I had a few months off while I worked out what to do and turned the rest
of my life upside down as well, I cycled over the Pyrenees and then took
another job, just to prove to myself that it was definitely the wrong
thing for me to do. At this point I also finally moved out of London to
Bath and one day I was in our sitting room flicking through a couple of
business magazines and wondering why I never read them. I realised that it was because the magazines were about businesses that were simply for profit and that I did not find that inspiring. No wonder I had so often felt uncomfortable in those meetings. I realised that I wanted to read a magazine that wrote about inspiring businesses that existed for more than just profit. After a few seconds of research I realised that such a magazine did not exist and that I would have to start one. It was in this moment that the term and the concept of authentic business came to me as both a personal and a global solution to the issues we face. That was in December 2001. Since then the concept and my ability to articulate it has evolved into authenticbusiness.co.uk, Authentic Guides and Authentic Transformation which started at the beginning of 2005 as a clarification of the services that I can offer. In September 2007 we moved to Mallorca where I had already been running the Authentic Transformation Advance events. We life in a wonderful small village in the mountains with our two children Minnie and Casper. The village is also the home of C'an Pujola, the centre where we run the Total Potential Retreat. My wife Benedicte has now joined me in the business to offer her speciality of relationhship coaching.

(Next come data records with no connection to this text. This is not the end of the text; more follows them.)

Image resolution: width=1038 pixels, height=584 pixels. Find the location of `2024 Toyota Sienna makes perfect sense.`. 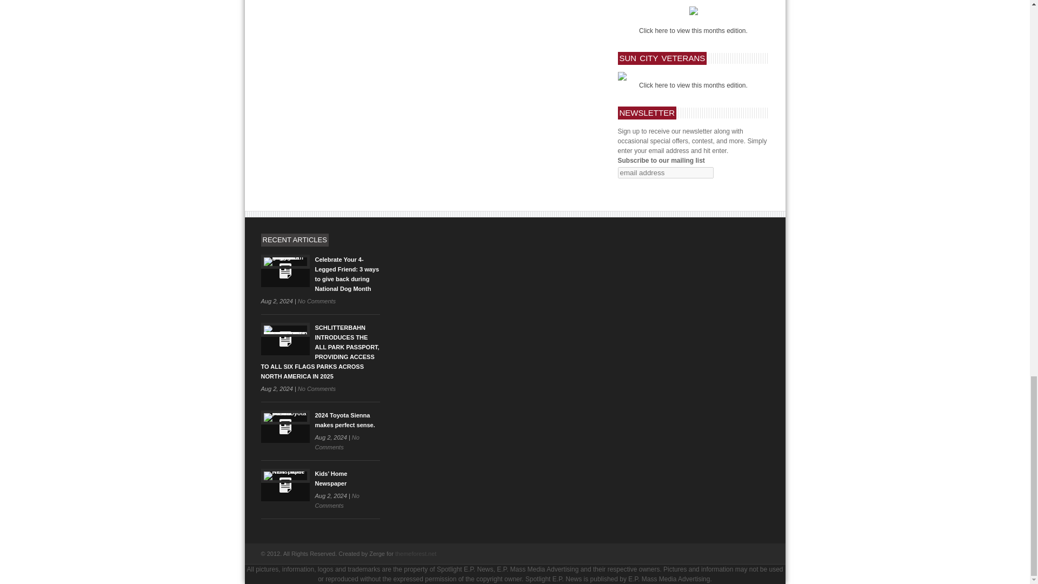

2024 Toyota Sienna makes perfect sense. is located at coordinates (345, 420).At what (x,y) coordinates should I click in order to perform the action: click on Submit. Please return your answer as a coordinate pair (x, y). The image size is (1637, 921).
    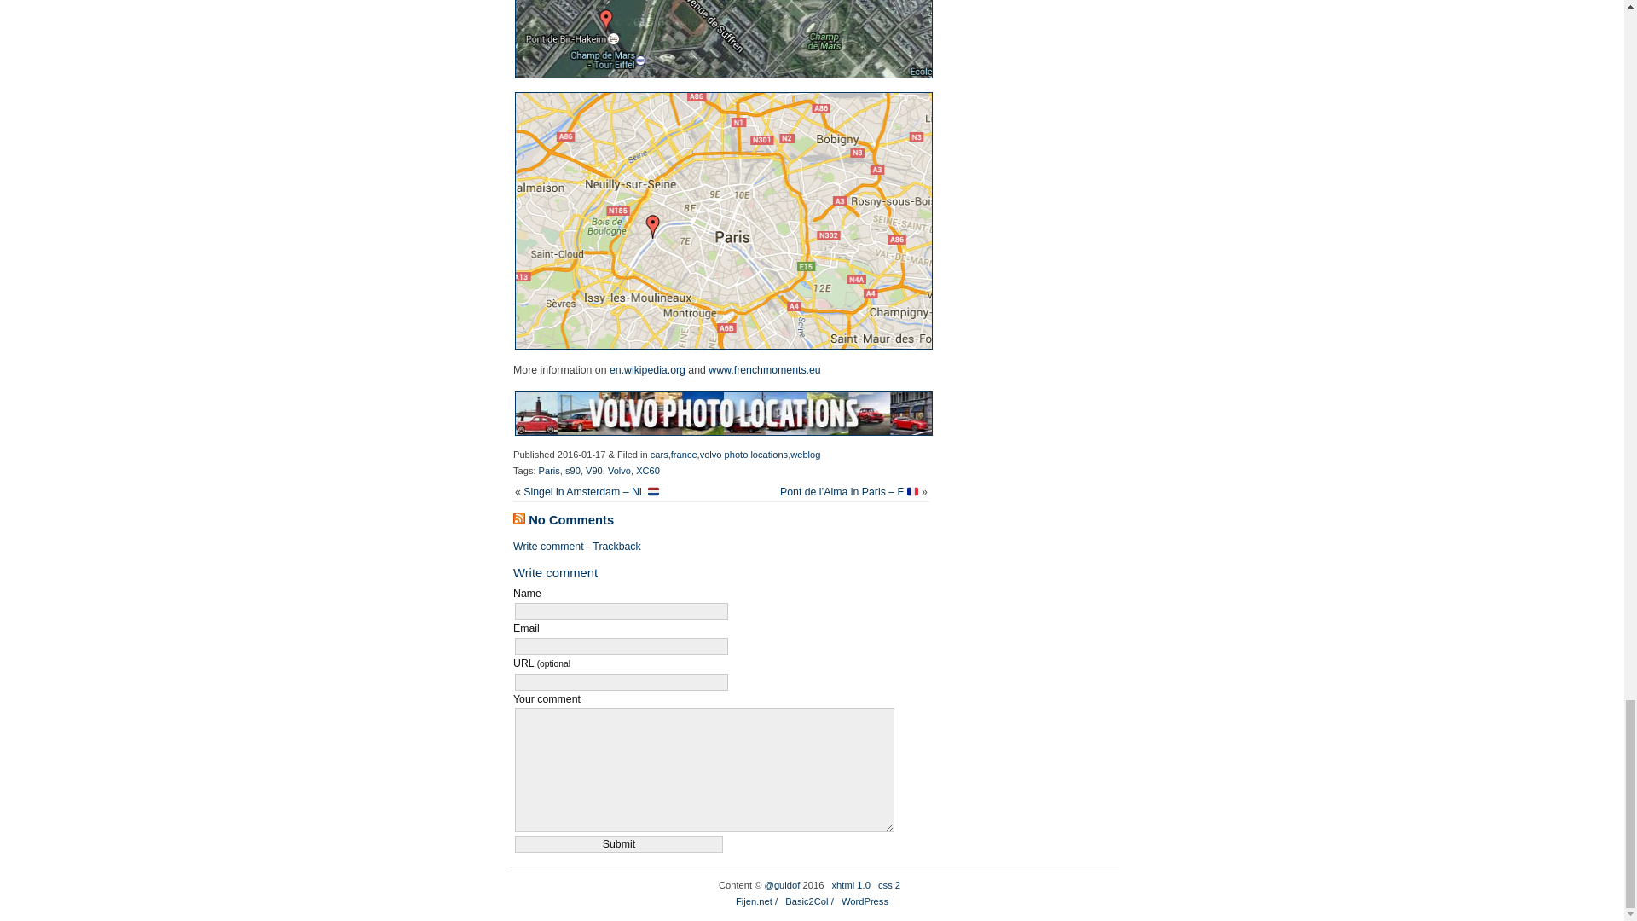
    Looking at the image, I should click on (619, 844).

Our deepest fear is that we are powerful beyond measure. It is our light not our darkness, that most frightens us. We ask ourselves who am I to be brilliant, gorgeous, talented, fabulous? Actually, who are you not to be? You are a child of the earth. Your playing small does not serve the world. Theres nothing enlightened about shrinking so that other people wont feel insecure around you. We are all meant to shine, as children do... And as we let our own light shine, we unconsciously give other people permission to do the same. As were liberated from our own fear, our presence automatically liberates others.